A Touch of Death by Charles Williams
Tags: crime-fiction, noir,
Williams is one of the great underappreciated American crime writers of the 20th century. A Touch of Death, first published in 1953, bears the hallmarks of many of his other works: a down-and-out guy around thirty years old who’s not as smart as he thinks he is, a very smart and practical woman who’s more interested in getting things done than in sticking anyone else’s ideas of morality, and a seemingly simple caper that turns out to be vastly more complicated than it first appears.
Lee Scarborough, a former football player who is nearly broke as the story begins, accepts a proposition from a woman named Diana James, whom he’s just met. She wants him to drive a few hours north to the small Texas town of Mount Temple, sneak into the home of the wealthy Madelon Butler, and steal the $120,000 in cash that Ms. Butler’s late husband embezzled from the bank.
Scarborough has an easy enough time getting into the Butler mansion, but as he searches for the money, he sees signs that others have been there before him, apparently searching for the same thing. Well, wait a minute, he thinks. What happened to those people?
He then discovers there’s another person in the house that was supposed to be empty. Madelon Butler is in her bedroom, drunk and listening to classical music on a phonograph. In a minute, it gets worse as Scarborough discovers he’s not the only prowler in the house.
We’re only in chapter three at this point, and our protagonist is already in way over his head. I won’t give away what happens from there, but Scarborough’s problems get a lot worse, especially when Diana James unexpectedly reappears. Scarborough begins to understand that he has unwittingly walked into the middle of a feud between two sharp and ruthless women who truly hate each other. And he has the perfect mix of desperation, false confidence, poor judgment and greed to make his situation a whole lot worse.
One aspect of this book that is unusual for the crime/noir genre is that there is no sex or even sexual attraction between the criminal protagonist and the femme fatale who assists him on his path to self-destruction. Lee Scarborough and Madelon Butler genuinely dislike each other. Ms. Butler never reverts to sex appeal to manipulate people. She’s smart enough to get what she wants by simply outthinking everyone.
As the plot continues to thicken, we watch Mr. Scarborough try to think his way out of the hopeless checkmate position that Madelon Butler has maneuvered him into. The sense of the ever-tightening noose makes this book reminiscent of Jim Thompson’s work, though where Thompson is the better psychologist of perversity, Charles Williams is more ingenious at constructing an endlessly twisting plot and a devastatingly effective femme fatale.
Madelon Butler, unlike many women in the noir genre, is no underworld tramp. She’s cool, well educated, and exceptionally articulate. When Scarborough asks her why she killed her philandering husband, she says:
I had borne his other infidelities, but when he calmly decided that I was going to support him and his paramour for the rest of their lives, I just as calmly decided he was going to die.
Though the opening chapters of the book are a little clunky, and some of Scarborough’s early decisions tax the reader’s credulity, the ever-thickening plot of the story soon makes up for those shortcomings. As the web of current and past events becomes more and more dense, the reader feels Scarborough’s world spiraling out of control. We feel his growing sense of paranoia, his sense of entrapment, and the full unraveling of his mind.
Though I don’t think this is Williams' best work, it’s still a very good read. If you find yourself liking this book, check out an even better work of his, The Hot Spot.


» Your assignment
Check each line of the material, and show the ones that include the word "nCustomer".

» Records for processing
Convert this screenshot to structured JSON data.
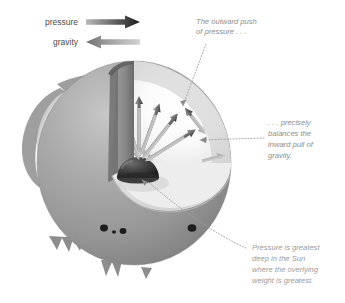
{
  "figure": {
    "title_alt": "Cutaway of the Sun showing pressure balancing gravity",
    "background": "#ffffff"
  },
  "legend": {
    "items": [
      {
        "label": "pressure",
        "direction": "right",
        "color": "#2b2b2b",
        "icon": "right-arrow-icon"
      },
      {
        "label": "gravity",
        "direction": "left",
        "color": "#8e8e8e",
        "icon": "left-arrow-icon"
      }
    ]
  },
  "annotations": [
    {
      "id": "outward-push",
      "lines": [
        "The outward push",
        "of pressure . . ."
      ],
      "position": "top-right",
      "leader": "curved-dotted"
    },
    {
      "id": "precisely-balances",
      "lines": [
        ". . . precisely",
        "balances the",
        "inward pull of",
        "gravity."
      ],
      "position": "right",
      "leader": "horizontal-dotted"
    },
    {
      "id": "pressure-greatest",
      "lines": [
        "Pressure is greatest",
        "deep in the Sun",
        "where the overlying",
        "weight is greatest."
      ],
      "position": "bottom-right",
      "leader": "curved-dotted"
    }
  ],
  "sun": {
    "body_label": "sun-sphere",
    "core_label": "sun-core",
    "cutaway_label": "cutaway-wedge",
    "interior_label": "sun-interior",
    "colors": {
      "sphere_light": "#b4b4b4",
      "sphere_mid": "#9b9b9b",
      "sphere_dark": "#787878",
      "cut_face": "#8a8a8a",
      "cut_face_dark": "#6f6f6f",
      "interior": "#fbfbfb",
      "interior_shade": "#e2e2e2",
      "core": "#3a3a3a",
      "core_edge": "#6b6b6b",
      "spot": "#1f1f1f",
      "prominence": "#8f8f8f",
      "leader": "#9a9a9a",
      "pressure_arrow": "#555555",
      "gravity_arrow": "#b9b9b9"
    },
    "features": {
      "sunspots": 4,
      "prominences": 5
    }
  }
}
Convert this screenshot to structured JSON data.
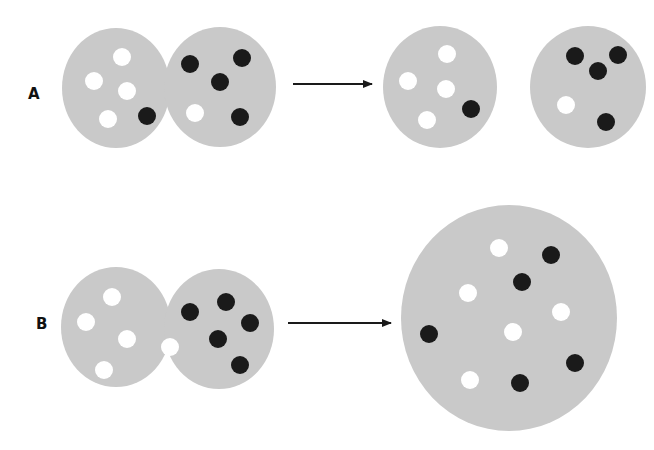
{
  "colors": {
    "background": "#ffffff",
    "cell": "#c9c9c9",
    "white_particle": "#ffffff",
    "black_particle": "#1a1a1a",
    "arrow": "#1a1a1a",
    "label": "#111111"
  },
  "rows": [
    {
      "label": "A",
      "label_pos": [
        28,
        100
      ],
      "description": "Two fused cells separate into two cells",
      "before": {
        "cells": [
          {
            "cx": 116,
            "cy": 88,
            "rx": 54,
            "ry": 60
          },
          {
            "cx": 220,
            "cy": 87,
            "rx": 56,
            "ry": 60
          }
        ],
        "white_particles": [
          [
            122,
            57
          ],
          [
            94,
            81
          ],
          [
            127,
            91
          ],
          [
            108,
            119
          ],
          [
            195,
            113
          ]
        ],
        "black_particles": [
          [
            147,
            116
          ],
          [
            190,
            64
          ],
          [
            242,
            58
          ],
          [
            220,
            82
          ],
          [
            240,
            117
          ]
        ]
      },
      "arrow": {
        "x1": 293,
        "y1": 84,
        "x2": 374,
        "y2": 84
      },
      "after": {
        "cells": [
          {
            "cx": 440,
            "cy": 87,
            "rx": 57,
            "ry": 61
          },
          {
            "cx": 588,
            "cy": 87,
            "rx": 58,
            "ry": 61
          }
        ],
        "white_particles": [
          [
            447,
            54
          ],
          [
            408,
            81
          ],
          [
            446,
            89
          ],
          [
            427,
            120
          ],
          [
            566,
            105
          ]
        ],
        "black_particles": [
          [
            471,
            109
          ],
          [
            575,
            56
          ],
          [
            618,
            55
          ],
          [
            598,
            71
          ],
          [
            606,
            122
          ]
        ]
      }
    },
    {
      "label": "B",
      "label_pos": [
        36,
        330
      ],
      "description": "Two fused cells merge into one large cell",
      "before": {
        "cells": [
          {
            "cx": 116,
            "cy": 327,
            "rx": 55,
            "ry": 60
          },
          {
            "cx": 219,
            "cy": 329,
            "rx": 55,
            "ry": 60
          }
        ],
        "white_particles": [
          [
            112,
            297
          ],
          [
            86,
            322
          ],
          [
            127,
            339
          ],
          [
            104,
            370
          ],
          [
            170,
            347
          ]
        ],
        "black_particles": [
          [
            190,
            312
          ],
          [
            226,
            302
          ],
          [
            250,
            323
          ],
          [
            218,
            339
          ],
          [
            240,
            365
          ]
        ]
      },
      "arrow": {
        "x1": 288,
        "y1": 323,
        "x2": 393,
        "y2": 323
      },
      "after": {
        "cells": [
          {
            "cx": 509,
            "cy": 318,
            "rx": 108,
            "ry": 113
          }
        ],
        "white_particles": [
          [
            499,
            248
          ],
          [
            468,
            293
          ],
          [
            561,
            312
          ],
          [
            513,
            332
          ],
          [
            470,
            380
          ]
        ],
        "black_particles": [
          [
            551,
            255
          ],
          [
            522,
            282
          ],
          [
            429,
            334
          ],
          [
            575,
            363
          ],
          [
            520,
            383
          ]
        ]
      }
    }
  ],
  "particle_radius": 9
}
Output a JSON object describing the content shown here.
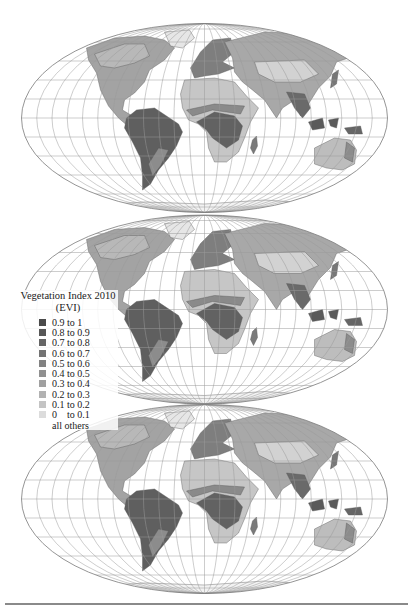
{
  "figure": {
    "maps": [
      {
        "id": "map-1",
        "cx": 204.5,
        "cy": 118,
        "rx": 183,
        "ry": 94
      },
      {
        "id": "map-2",
        "cx": 204.5,
        "cy": 309.5,
        "rx": 183,
        "ry": 95
      },
      {
        "id": "map-3",
        "cx": 204.5,
        "cy": 499,
        "rx": 183,
        "ry": 94
      }
    ],
    "graticule_spacing_degrees": 15
  },
  "legend": {
    "title": "Vegetation Index 2010",
    "subtitle": "(EVI)",
    "items": [
      {
        "label": "0.9 to 1",
        "color": "#4a4a4a"
      },
      {
        "label": "0.8 to 0.9",
        "color": "#575757"
      },
      {
        "label": "0.7 to 0.8",
        "color": "#656565"
      },
      {
        "label": "0.6 to 0.7",
        "color": "#737373"
      },
      {
        "label": "0.5 to 0.6",
        "color": "#828282"
      },
      {
        "label": "0.4 to 0.5",
        "color": "#909090"
      },
      {
        "label": "0.3 to 0.4",
        "color": "#a0a0a0"
      },
      {
        "label": "0.2 to 0.3",
        "color": "#b2b2b2"
      },
      {
        "label": "0.1 to 0.2",
        "color": "#c4c4c4"
      },
      {
        "label": "0    to 0.1",
        "color": "#dcdcdc"
      }
    ],
    "others_label": "all others"
  },
  "colors": {
    "graticule": "#9a9a9a",
    "rule": "#8a8a8a",
    "background": "#ffffff"
  }
}
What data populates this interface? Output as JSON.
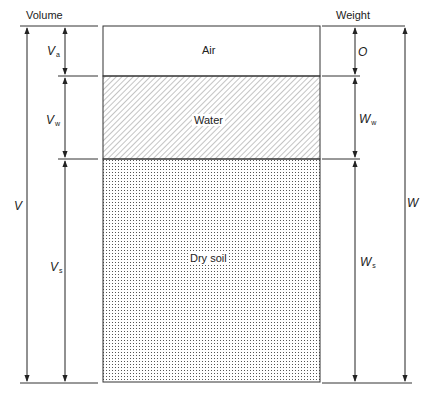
{
  "headers": {
    "volume": "Volume",
    "weight": "Weight"
  },
  "phases": [
    {
      "name": "Air",
      "fill": "blank"
    },
    {
      "name": "Water",
      "fill": "hatched"
    },
    {
      "name": "Dry soil",
      "fill": "dotted"
    }
  ],
  "volume_labels": {
    "total": {
      "main": "V",
      "sub": ""
    },
    "air": {
      "main": "V",
      "sub": "a"
    },
    "water": {
      "main": "V",
      "sub": "w"
    },
    "solid": {
      "main": "V",
      "sub": "s"
    }
  },
  "weight_labels": {
    "total": {
      "main": "W",
      "sub": ""
    },
    "air": {
      "main": "O",
      "sub": ""
    },
    "water": {
      "main": "W",
      "sub": "w"
    },
    "solid": {
      "main": "W",
      "sub": "s"
    }
  }
}
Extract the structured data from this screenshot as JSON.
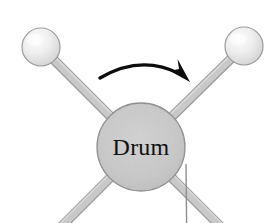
{
  "figure": {
    "width": 279,
    "height": 223,
    "background_color": "#ffffff"
  },
  "drum": {
    "label": "Drum",
    "center_x": 141,
    "center_y": 147,
    "radius": 44,
    "fill_color": "#c9c9c9",
    "edge_color": "#8d8d8d",
    "label_color": "#111111"
  },
  "spokes": [
    {
      "name": "spoke-upper-left",
      "angle_deg": 225,
      "end_x": 41,
      "end_y": 47,
      "width": 8,
      "fill_color": "#c5c5c5",
      "edge_color": "#9a9a9a"
    },
    {
      "name": "spoke-upper-right",
      "angle_deg": 315,
      "end_x": 244,
      "end_y": 46,
      "width": 8,
      "fill_color": "#c5c5c5",
      "edge_color": "#9a9a9a"
    },
    {
      "name": "spoke-lower-left",
      "angle_deg": 135,
      "end_x": 36,
      "end_y": 252,
      "width": 8,
      "fill_color": "#c5c5c5",
      "edge_color": "#9a9a9a"
    },
    {
      "name": "spoke-lower-right",
      "angle_deg": 45,
      "end_x": 247,
      "end_y": 253,
      "width": 8,
      "fill_color": "#c5c5c5",
      "edge_color": "#9a9a9a"
    }
  ],
  "balls": [
    {
      "name": "ball-upper-left",
      "center_x": 41,
      "center_y": 47,
      "radius": 19,
      "fill_color": "#e8e8e8",
      "highlight_color": "#fbfbfb",
      "edge_color": "#9b9b9b"
    },
    {
      "name": "ball-upper-right",
      "center_x": 244,
      "center_y": 46,
      "radius": 19,
      "fill_color": "#e8e8e8",
      "highlight_color": "#fbfbfb",
      "edge_color": "#9b9b9b"
    }
  ],
  "rotation_arrow": {
    "name": "rotation-arrow",
    "direction": "clockwise",
    "color": "#0d0d0d",
    "start_x": 100,
    "start_y": 78,
    "end_x": 183,
    "end_y": 73,
    "apex_x": 141,
    "apex_y": 59
  },
  "reference_line": {
    "name": "vertical-reference-line",
    "x": 186,
    "y_start": 164,
    "y_end": 223,
    "color": "#8f8f8f",
    "width": 1.4
  }
}
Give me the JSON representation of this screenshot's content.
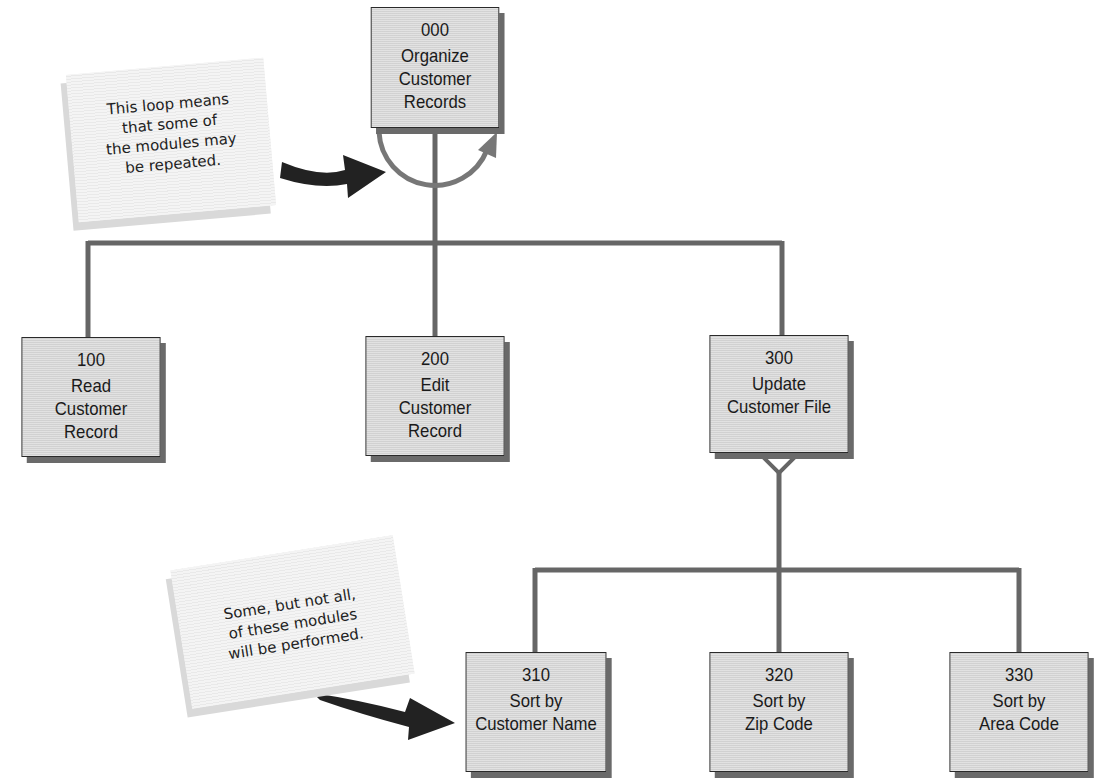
{
  "diagram": {
    "type": "structure-chart",
    "root": {
      "id": "000",
      "label": "Organize\nCustomer\nRecords"
    },
    "level1": [
      {
        "id": "100",
        "label": "Read\nCustomer\nRecord"
      },
      {
        "id": "200",
        "label": "Edit\nCustomer\nRecord"
      },
      {
        "id": "300",
        "label": "Update\nCustomer File"
      }
    ],
    "level2": [
      {
        "id": "310",
        "label": "Sort by\nCustomer Name"
      },
      {
        "id": "320",
        "label": "Sort by\nZip Code"
      },
      {
        "id": "330",
        "label": "Sort by\nArea Code"
      }
    ],
    "loop_symbol": "loop-arc-icon",
    "condition_symbol": "diamond-icon",
    "notes": [
      {
        "text": "This loop means\nthat some of\nthe modules may\nbe repeated.",
        "points_to": "loop-arc-icon"
      },
      {
        "text": "Some, but not all,\nof these modules\nwill be performed.",
        "points_to": "310"
      }
    ],
    "colors": {
      "box_fill": "#d8d8d8",
      "box_border": "#2a2a2a",
      "box_shadow": "#6a6a6a",
      "connector": "#666666",
      "arrow": "#222222",
      "note_fill": "#f1f1f1"
    }
  }
}
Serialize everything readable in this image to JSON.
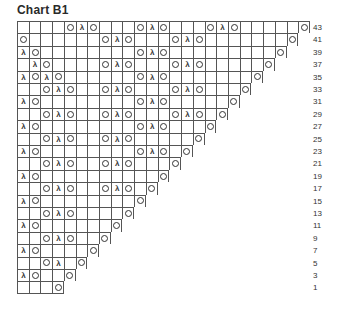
{
  "title": "Chart B1",
  "symbols": {
    "O": "yarn-over",
    "λ": "decrease"
  },
  "rows": [
    {
      "label": "43",
      "cells": 25,
      "marks": {
        "5": "O",
        "6": "λ",
        "7": "O",
        "11": "O",
        "12": "λ",
        "13": "O",
        "17": "O",
        "18": "λ",
        "19": "O",
        "25": "O"
      }
    },
    {
      "label": "41",
      "cells": 24,
      "marks": {
        "1": "O",
        "8": "O",
        "9": "λ",
        "10": "O",
        "14": "O",
        "15": "λ",
        "16": "O",
        "24": "O"
      }
    },
    {
      "label": "39",
      "cells": 23,
      "marks": {
        "1": "λ",
        "2": "O",
        "11": "O",
        "12": "λ",
        "13": "O",
        "23": "O"
      }
    },
    {
      "label": "37",
      "cells": 22,
      "marks": {
        "2": "λ",
        "3": "O",
        "8": "O",
        "9": "λ",
        "10": "O",
        "14": "O",
        "15": "λ",
        "16": "O",
        "22": "O"
      }
    },
    {
      "label": "35",
      "cells": 21,
      "marks": {
        "1": "λ",
        "2": "O",
        "3": "λ",
        "4": "O",
        "11": "O",
        "12": "λ",
        "13": "O",
        "21": "O"
      }
    },
    {
      "label": "33",
      "cells": 20,
      "marks": {
        "3": "O",
        "4": "λ",
        "5": "O",
        "8": "O",
        "9": "λ",
        "10": "O",
        "14": "O",
        "15": "λ",
        "16": "O",
        "20": "O"
      }
    },
    {
      "label": "31",
      "cells": 19,
      "marks": {
        "1": "λ",
        "2": "O",
        "11": "O",
        "12": "λ",
        "13": "O",
        "19": "O"
      }
    },
    {
      "label": "29",
      "cells": 18,
      "marks": {
        "3": "O",
        "4": "λ",
        "5": "O",
        "8": "O",
        "9": "λ",
        "10": "O",
        "14": "O",
        "15": "λ",
        "16": "O",
        "18": "O"
      }
    },
    {
      "label": "27",
      "cells": 17,
      "marks": {
        "1": "λ",
        "2": "O",
        "11": "O",
        "12": "λ",
        "13": "O",
        "17": "O"
      }
    },
    {
      "label": "25",
      "cells": 16,
      "marks": {
        "3": "O",
        "4": "λ",
        "5": "O",
        "8": "O",
        "9": "λ",
        "10": "O",
        "16": "O"
      }
    },
    {
      "label": "23",
      "cells": 15,
      "marks": {
        "1": "λ",
        "2": "O",
        "11": "O",
        "12": "λ",
        "13": "O",
        "15": "O"
      }
    },
    {
      "label": "21",
      "cells": 14,
      "marks": {
        "3": "O",
        "4": "λ",
        "5": "O",
        "8": "O",
        "9": "λ",
        "10": "O",
        "14": "O"
      }
    },
    {
      "label": "19",
      "cells": 13,
      "marks": {
        "1": "λ",
        "2": "O",
        "13": "O"
      }
    },
    {
      "label": "17",
      "cells": 12,
      "marks": {
        "3": "O",
        "4": "λ",
        "5": "O",
        "8": "O",
        "9": "λ",
        "10": "O",
        "12": "O"
      }
    },
    {
      "label": "15",
      "cells": 11,
      "marks": {
        "1": "λ",
        "2": "O",
        "11": "O"
      }
    },
    {
      "label": "13",
      "cells": 10,
      "marks": {
        "3": "O",
        "4": "λ",
        "5": "O",
        "10": "O"
      }
    },
    {
      "label": "11",
      "cells": 9,
      "marks": {
        "1": "λ",
        "2": "O",
        "9": "O"
      }
    },
    {
      "label": "9",
      "cells": 8,
      "marks": {
        "3": "O",
        "4": "λ",
        "5": "O",
        "8": "O"
      }
    },
    {
      "label": "7",
      "cells": 7,
      "marks": {
        "1": "λ",
        "2": "O",
        "7": "O"
      }
    },
    {
      "label": "5",
      "cells": 6,
      "marks": {
        "3": "O",
        "4": "λ",
        "6": "O"
      }
    },
    {
      "label": "3",
      "cells": 5,
      "marks": {
        "1": "λ",
        "2": "O",
        "5": "O"
      }
    },
    {
      "label": "1",
      "cells": 4,
      "marks": {
        "4": "O"
      }
    }
  ]
}
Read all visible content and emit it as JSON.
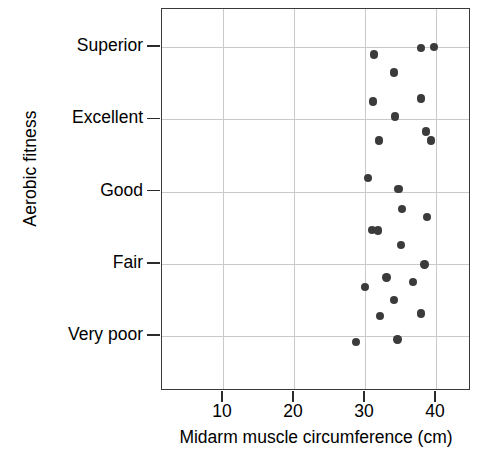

» Response
      "label": "Organize\nCustomer\nRecords"
        "label": "Read\nCustomer\nRecord"
        "label": "Edit\nCustomer\nRecord"
        "label": "Update\nCustomer File"
        "label": "Sort by\nCustomer Name"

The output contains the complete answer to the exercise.